This 1896 image, from the Buffalo Illustrated Courier, shows a few of the row houses, once numbering 13, running north for half of a block on the east side of Delaware starting at Virginia Street. Seen here are the three buildings at the corner of Virginia when they were brand new. The corner building is now gone. It was sent to landfill and has been a parking lot for somewhere around 25 years or more.
Progress!
Maybe the mythical new building, that the demo for progress crowd always talks about, never materialized because the rest of the row was not also demolished. The missing unlucky 13th building had suffered a small fire back in the late 1980s and obviously needed to be torn down, I guess. Such was the thinking back then. They did not even have to involve poison bricks or asbestos back then. This backward way of thinking is still powerful but is thankfully waning.

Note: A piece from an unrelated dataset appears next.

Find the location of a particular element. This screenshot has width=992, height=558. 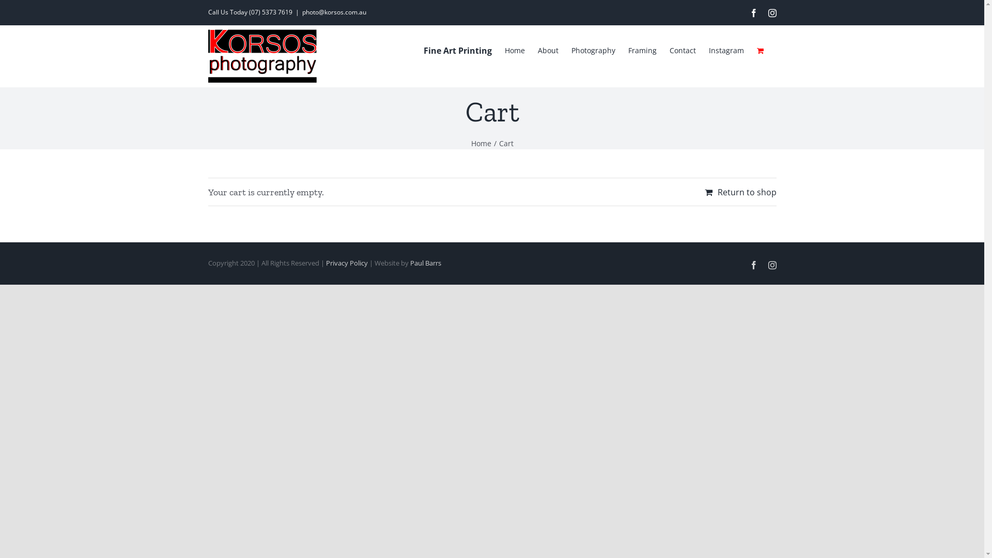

Row houses are rare in Buffalo giving this group a distinctive street presence. These are known as the Midway, supposedly named for their location midway between Niagara Square and Forest Lawn Cemetery. They are more like a third of the way to Forest Lawn. The caption in the vintage newspaper refers to them as the Midway Plaisance and describes the buildings thus:
The “city front” of solid block style of residence of the better class has been slow in appearing in Buffalo, where detached houses with surrounding lawns are the rule. The solid row of fronts on Delaware, running north from Virginia is therefore something of an innovation. In the elegance and diversity of their designs, these fronts have much architectural merit, and as a whole are exceedingly attractive.
This is a very prominent block that really needs to be filled in. Three of the four corners at this intersection were reduced to parking until recently when the long time parking lot across the street was recently filled with a new building. There really should be no visible parking lots in Allentown, especially on Delaware Avenue. With the city finally gaining popularity with developers it should not be long before this important corner Midway corner gets filled in too. Let’s hope that the developer proposes a design with sophistication made with quality materials and is not bullied into constructing a faux historic cartoon building. That might be worse than the parking lot.